Describing What Happened

An unresponsive child, missing parents and wild party require a new method for documenting complicated environmental factors on a call.


      Attack One is running frequently on a Saturday evening, and the crew's paramedic student, from the local community college, has been very active during this tour as a rider. Just before midnight, the dispatch is to an apartment complex for a report of a child down. Dispatch indicates a party is going on at the location.

   In fact, as the crew pulls up in front of the building, they find a large number of holiday partygoers attending an event that extends across the entire two-story building, its sidewalks and outdoor hallways, and out into the parking lot. A sound system blankets the entire area with music. Crew members make their way to the apartment from which their call originated, but cannot find a patient. One reveler suggests the child may have been taken to an adjacent apartment. There, they are referred to the next one down. Finally, at the third site, a young woman in the front room is holding a pale and unresponsive infant.

   The woman says she is the child's aunt, and doesn't know where her sister--the child's mother--is. She was called by the people in the first apartment to get the child after the child was found "not responding." No one could locate the parents, but they had called 9-1-1. They had no idea what happened to the infant, who is 6 months old; the party is very loud and crowded, and somehow the infant was found down on the couch. The aunt took the child back to the parents' quieter apartment, but couldn't get him to respond. He has not vomited and, to the aunt's knowledge, has no medical problems, though he was born six weeks premature.

   On rapid evaluation by the crew, the child responds only to painful stimuli. He shows no signs of trauma. He is mildly retracting, with a respiratory rate of 36, and no rash. The paramedics had noted large quantities of alcohol and the smell of marijuana in the first apartment, so they perform a fingerstick blood sugar. It is normal at 65.

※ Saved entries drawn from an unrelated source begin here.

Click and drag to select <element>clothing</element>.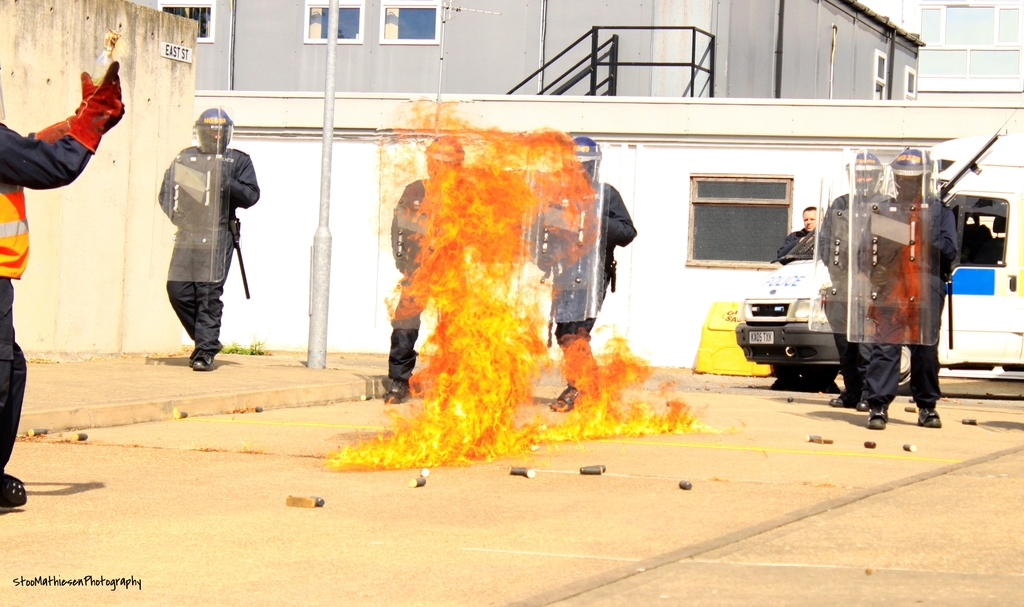
Selection: 389,163,503,401.
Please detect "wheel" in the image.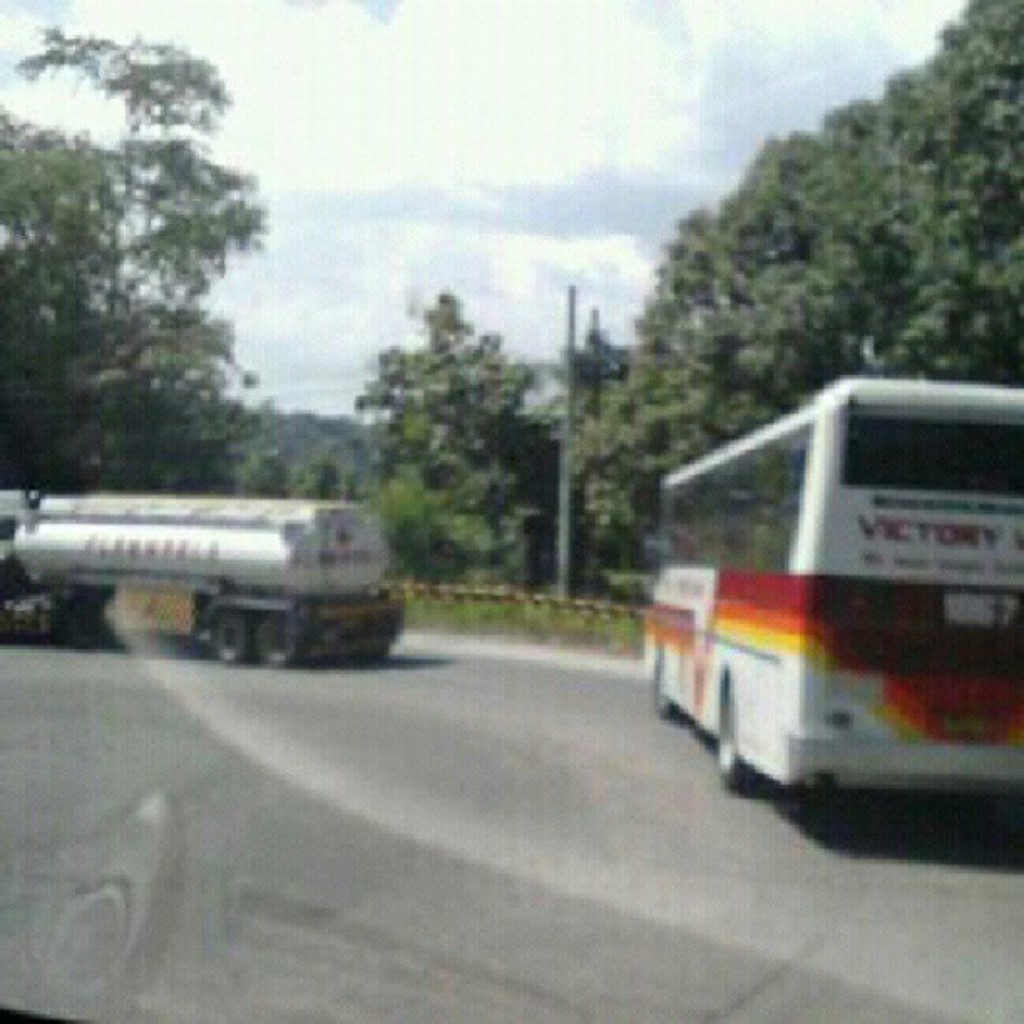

   This infant is very ill, with an altered level of responsiveness for unknown reasons, and the parents can't be found. With the wild party on scene, the crew thinks it best to make a rapid transport to the local children's hospital and ask the police to investigate further and continue the search for the parents. A beat officer is already on scene, and crew members advise him of what details they have. They strongly suggest an investigative team be brought in, and tell him marijuana was being used in the apartment where the child was reportedly found. They will begin a report for CPS at the hospital. The crew also advises the on-duty EMS chief of the event before leaving the scene, and relay the name and badge number of the officer investigating.

   The child has no change in condition en route to the hospital. But in the medic unit, with better lighting, the crew notices some mottling of the skin in an irregular pattern over the torso. They also note the child is small and thin, possibly related to his premature status, but more pronounced than they've seen in other infants. They apply supplemental humidified oxygen and transport safely to the children's hospital.

Hospital Course

   On arrival in the ED, the child has no fever and no significant change in exam. But rapid lab tests find he is very acidotic, and the mottling of his skin becomes more pronounced in the first hour, with a noticeable straight line of clearing over his back. He is sent for a CT scan of his head and found to have small areas of bleeding in his brain. He is dehydrated, and his respiratory status deteriorates over another hour, so he is intubated and placed on a ventilator.

   About an hour after the child's arrival at the ED, a police investigator arrives with additional findings. The parents have not yet been located, but they apparently dropped the child off at the apartment where he was first found at around 2000 hours. They placed the child in a blanket on the front couch so he could be watched during the party. Apparently, one of the party guests did not know there was a child under the blanket, and sat on him for some time. After the guest left, one of the apartment residents found the child in the blanket, noted he wasn't responding and called for help.